GARY, Ind. -- Michael Jackson fans and curious sightseers still are beating a path to his boyhood home more than three weeks after his death on June 25.

A memorial of stuffed animals, flowers and photos of Jackson provide a backdrop for fans who wanted to be filmed or photographed in front of the house at 2300 Jackson St. where the King of Pop, his siblings and their parents lived until 1969.

"It's tiny, for a lot of kids," Hector Valenzuela, 60, of Burnham, Ill.

He was among a steady stream of about 50 onlookers at a time who gawked and shot photographs and videotape of the one-level structure, where the lawn has been trampled and police tape across the front of the house bars entry.

"It's much smaller than I had anticipated," said Janice Bowman, a resident of Huntsville, Ala., who came to the house Saturday with her husband. "We're just longtime Michael Jackson fans."

Jackson spent the first 11 years of his life in Gary before the Jackson 5 struck it big in 1969 and the family relocated to the West Coat. Jackson came back to Gary just once, in 2003.

Five vendor booths outside the home still hawk Jackson T-shirts, DVDs, CDs, posters, buttons and other memorabilia. One poster alluded to Jackson's fantasy retreat: "From Gary Indiana to Neverland."

Selling T-shirts was Gary's William Salaam, who said business remains steady.

"It's consistent," he said. "The people are coming from further away.

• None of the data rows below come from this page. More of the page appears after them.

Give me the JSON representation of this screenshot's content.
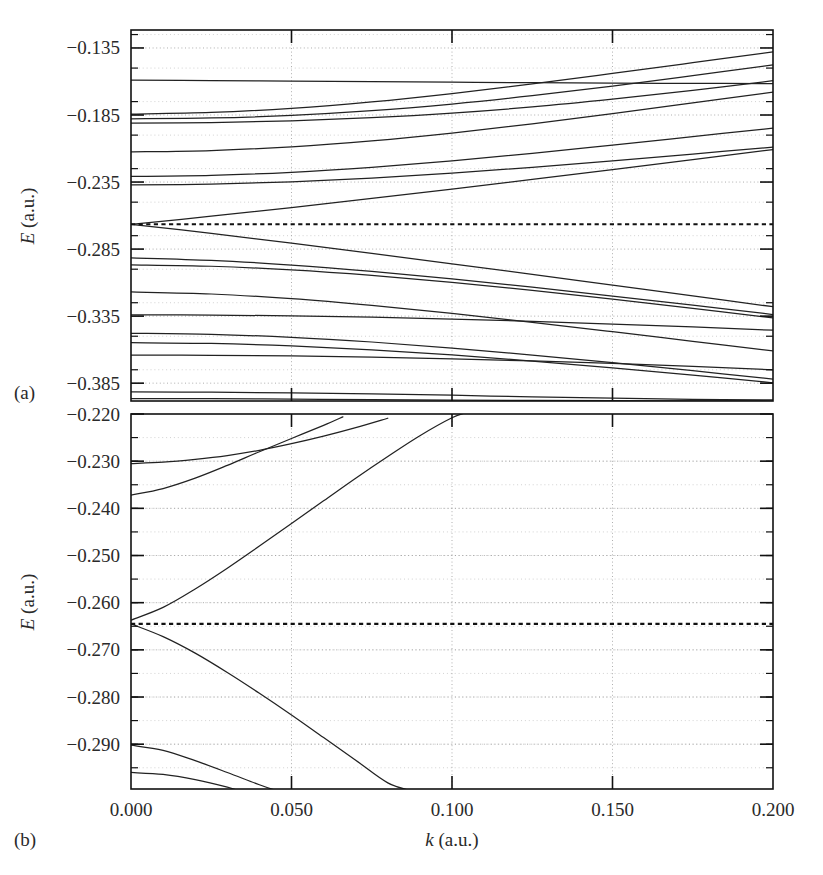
{
  "figure": {
    "panel_a_label": "(a)",
    "panel_b_label": "(b)",
    "xaxis_title_symbol": "k",
    "xaxis_title_units": " (a.u.)",
    "yaxis_title_symbol": "E",
    "yaxis_title_units": " (a.u.)"
  },
  "chart_data": [
    {
      "type": "line",
      "panel": "(a)",
      "title": "",
      "xlabel": "k (a.u.)",
      "ylabel": "E (a.u.)",
      "xlim": [
        0.0,
        0.2
      ],
      "ylim": [
        -0.3983,
        -0.1216
      ],
      "xticks": [
        0.0,
        0.05,
        0.1,
        0.15,
        0.2
      ],
      "xticklabels": [
        "0.000",
        "0.050",
        "0.100",
        "0.150",
        "0.200"
      ],
      "yticks": [
        -0.135,
        -0.185,
        -0.235,
        -0.285,
        -0.335,
        -0.385
      ],
      "yticklabels": [
        "-0.135",
        "-0.185",
        "-0.235",
        "-0.285",
        "-0.335",
        "-0.385"
      ],
      "grid": true,
      "xticks_shown_labels": false,
      "fermi_level": -0.2665,
      "fermi_style": "dotted",
      "series": [
        {
          "name": "band-1",
          "x": [
            0.0,
            0.025,
            0.05,
            0.075,
            0.1,
            0.125,
            0.15,
            0.175,
            0.2
          ],
          "y": [
            -0.159,
            -0.1593,
            -0.1597,
            -0.1601,
            -0.1605,
            -0.1609,
            -0.1612,
            -0.1614,
            -0.1616
          ]
        },
        {
          "name": "band-2",
          "x": [
            0.0,
            0.025,
            0.05,
            0.075,
            0.1,
            0.125,
            0.15,
            0.175,
            0.2
          ],
          "y": [
            -0.1843,
            -0.1831,
            -0.18,
            -0.1752,
            -0.169,
            -0.1618,
            -0.154,
            -0.146,
            -0.1379
          ]
        },
        {
          "name": "band-3",
          "x": [
            0.0,
            0.025,
            0.05,
            0.075,
            0.1,
            0.125,
            0.15,
            0.175,
            0.2
          ],
          "y": [
            -0.1878,
            -0.1872,
            -0.1853,
            -0.1818,
            -0.1768,
            -0.1706,
            -0.1634,
            -0.1556,
            -0.1476
          ]
        },
        {
          "name": "band-4",
          "x": [
            0.0,
            0.025,
            0.05,
            0.075,
            0.1,
            0.125,
            0.15,
            0.175,
            0.2
          ],
          "y": [
            -0.191,
            -0.1906,
            -0.1893,
            -0.187,
            -0.1836,
            -0.179,
            -0.1732,
            -0.1666,
            -0.1594
          ]
        },
        {
          "name": "band-5",
          "x": [
            0.0,
            0.025,
            0.05,
            0.075,
            0.1,
            0.125,
            0.15,
            0.175,
            0.2
          ],
          "y": [
            -0.2125,
            -0.2115,
            -0.2087,
            -0.2043,
            -0.1985,
            -0.1916,
            -0.184,
            -0.176,
            -0.1679
          ]
        },
        {
          "name": "band-6",
          "x": [
            0.0,
            0.025,
            0.05,
            0.075,
            0.1,
            0.125,
            0.15,
            0.175,
            0.2
          ],
          "y": [
            -0.2308,
            -0.23,
            -0.2277,
            -0.224,
            -0.2192,
            -0.2136,
            -0.2074,
            -0.2011,
            -0.1948
          ]
        },
        {
          "name": "band-7",
          "x": [
            0.0,
            0.025,
            0.05,
            0.075,
            0.1,
            0.125,
            0.15,
            0.175,
            0.2
          ],
          "y": [
            -0.2372,
            -0.2366,
            -0.2349,
            -0.2321,
            -0.2284,
            -0.224,
            -0.2192,
            -0.2141,
            -0.209
          ]
        },
        {
          "name": "band-8",
          "x": [
            0.0,
            0.025,
            0.05,
            0.075,
            0.1,
            0.125,
            0.15,
            0.175,
            0.2
          ],
          "y": [
            -0.2665,
            -0.2605,
            -0.254,
            -0.2472,
            -0.2402,
            -0.233,
            -0.2257,
            -0.2183,
            -0.2108
          ]
        },
        {
          "name": "band-9",
          "x": [
            0.0,
            0.025,
            0.05,
            0.075,
            0.1,
            0.125,
            0.15,
            0.175,
            0.2
          ],
          "y": [
            -0.2665,
            -0.2733,
            -0.2806,
            -0.2882,
            -0.296,
            -0.3039,
            -0.3119,
            -0.3199,
            -0.328
          ]
        },
        {
          "name": "band-10",
          "x": [
            0.0,
            0.025,
            0.05,
            0.075,
            0.1,
            0.125,
            0.15,
            0.175,
            0.2
          ],
          "y": [
            -0.2915,
            -0.2934,
            -0.2969,
            -0.3016,
            -0.3072,
            -0.3134,
            -0.32,
            -0.3268,
            -0.3338
          ]
        },
        {
          "name": "band-11",
          "x": [
            0.0,
            0.025,
            0.05,
            0.075,
            0.1,
            0.125,
            0.15,
            0.175,
            0.2
          ],
          "y": [
            -0.2967,
            -0.2978,
            -0.3005,
            -0.3046,
            -0.3098,
            -0.3158,
            -0.3223,
            -0.3292,
            -0.3363
          ]
        },
        {
          "name": "band-12",
          "x": [
            0.0,
            0.025,
            0.05,
            0.075,
            0.1,
            0.125,
            0.15,
            0.175,
            0.2
          ],
          "y": [
            -0.317,
            -0.3185,
            -0.322,
            -0.327,
            -0.333,
            -0.3396,
            -0.3466,
            -0.3538,
            -0.361
          ]
        },
        {
          "name": "band-13",
          "x": [
            0.0,
            0.025,
            0.05,
            0.075,
            0.1,
            0.125,
            0.15,
            0.175,
            0.2
          ],
          "y": [
            -0.334,
            -0.3342,
            -0.3348,
            -0.3358,
            -0.3372,
            -0.3389,
            -0.3409,
            -0.3431,
            -0.3455
          ]
        },
        {
          "name": "band-14",
          "x": [
            0.0,
            0.025,
            0.05,
            0.075,
            0.1,
            0.125,
            0.15,
            0.175,
            0.2
          ],
          "y": [
            -0.3478,
            -0.3486,
            -0.3508,
            -0.3543,
            -0.3588,
            -0.364,
            -0.3697,
            -0.3757,
            -0.3819
          ]
        },
        {
          "name": "band-15",
          "x": [
            0.0,
            0.025,
            0.05,
            0.075,
            0.1,
            0.125,
            0.15,
            0.175,
            0.2
          ],
          "y": [
            -0.3548,
            -0.3554,
            -0.3572,
            -0.3601,
            -0.3639,
            -0.3685,
            -0.3736,
            -0.379,
            -0.3847
          ]
        },
        {
          "name": "band-16",
          "x": [
            0.0,
            0.025,
            0.05,
            0.075,
            0.1,
            0.125,
            0.15,
            0.175,
            0.2
          ],
          "y": [
            -0.364,
            -0.3642,
            -0.3647,
            -0.3656,
            -0.3668,
            -0.3684,
            -0.3703,
            -0.3725,
            -0.375
          ]
        },
        {
          "name": "band-17",
          "x": [
            0.0,
            0.025,
            0.05,
            0.075,
            0.1,
            0.125,
            0.15,
            0.175,
            0.2
          ],
          "y": [
            -0.3915,
            -0.3917,
            -0.3922,
            -0.393,
            -0.394,
            -0.3952,
            -0.3962,
            -0.397,
            -0.3975
          ]
        },
        {
          "name": "band-18",
          "x": [
            0.0,
            0.025,
            0.05,
            0.075,
            0.1,
            0.125,
            0.15,
            0.175,
            0.2
          ],
          "y": [
            -0.3965,
            -0.3966,
            -0.3969,
            -0.3972,
            -0.3976,
            -0.3979,
            -0.3981,
            -0.3982,
            -0.3983
          ]
        }
      ]
    },
    {
      "type": "line",
      "panel": "(b)",
      "title": "",
      "xlabel": "k (a.u.)",
      "ylabel": "E (a.u.)",
      "xlim": [
        0.0,
        0.2
      ],
      "ylim": [
        -0.2995,
        -0.22
      ],
      "xticks": [
        0.0,
        0.05,
        0.1,
        0.15,
        0.2
      ],
      "xticklabels": [
        "0.000",
        "0.050",
        "0.100",
        "0.150",
        "0.200"
      ],
      "yticks": [
        -0.22,
        -0.23,
        -0.24,
        -0.25,
        -0.26,
        -0.27,
        -0.28,
        -0.29
      ],
      "yticklabels": [
        "-0.220",
        "-0.230",
        "-0.240",
        "-0.250",
        "-0.260",
        "-0.270",
        "-0.280",
        "-0.290"
      ],
      "grid": true,
      "fermi_level": -0.2645,
      "fermi_style": "dotted",
      "series": [
        {
          "name": "band-b1",
          "x": [
            0.0,
            0.01,
            0.02,
            0.03,
            0.04,
            0.05,
            0.06,
            0.07,
            0.08
          ],
          "y": [
            -0.2305,
            -0.2302,
            -0.2296,
            -0.2288,
            -0.2277,
            -0.2263,
            -0.2247,
            -0.2229,
            -0.2209
          ]
        },
        {
          "name": "band-b2",
          "x": [
            0.0,
            0.01,
            0.02,
            0.03,
            0.04,
            0.05,
            0.06,
            0.066
          ],
          "y": [
            -0.2372,
            -0.2358,
            -0.2336,
            -0.2309,
            -0.228,
            -0.2252,
            -0.2224,
            -0.2206
          ]
        },
        {
          "name": "band-b3",
          "x": [
            0.0,
            0.01,
            0.02,
            0.03,
            0.04,
            0.05,
            0.06,
            0.07,
            0.08,
            0.09,
            0.1,
            0.105
          ],
          "y": [
            -0.2637,
            -0.261,
            -0.2571,
            -0.2527,
            -0.248,
            -0.2432,
            -0.2384,
            -0.2336,
            -0.229,
            -0.2246,
            -0.2208,
            -0.2196
          ]
        },
        {
          "name": "band-b4",
          "x": [
            0.0,
            0.01,
            0.02,
            0.03,
            0.04,
            0.05,
            0.06,
            0.07,
            0.08,
            0.088
          ],
          "y": [
            -0.2645,
            -0.2672,
            -0.2707,
            -0.2748,
            -0.2792,
            -0.2838,
            -0.2886,
            -0.2934,
            -0.2982,
            -0.3
          ]
        },
        {
          "name": "band-b5",
          "x": [
            0.0,
            0.01,
            0.02,
            0.03,
            0.04,
            0.046
          ],
          "y": [
            -0.2902,
            -0.2913,
            -0.2935,
            -0.296,
            -0.2986,
            -0.3
          ]
        },
        {
          "name": "band-b6",
          "x": [
            0.0,
            0.01,
            0.02,
            0.03,
            0.034
          ],
          "y": [
            -0.296,
            -0.2964,
            -0.2975,
            -0.2991,
            -0.3
          ]
        }
      ]
    }
  ]
}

Gary has gone global."

Chatter from vendors indicated that fans from Spain and West Africa had made the pilgrimage in recent days to the home, which was still being used as a residence when Jackson died at the age of 50.

Posts just outside the house were scribbled with written messages from followers of the music legend, while a banner taped to the side of the home decreed, "We miss you MJ."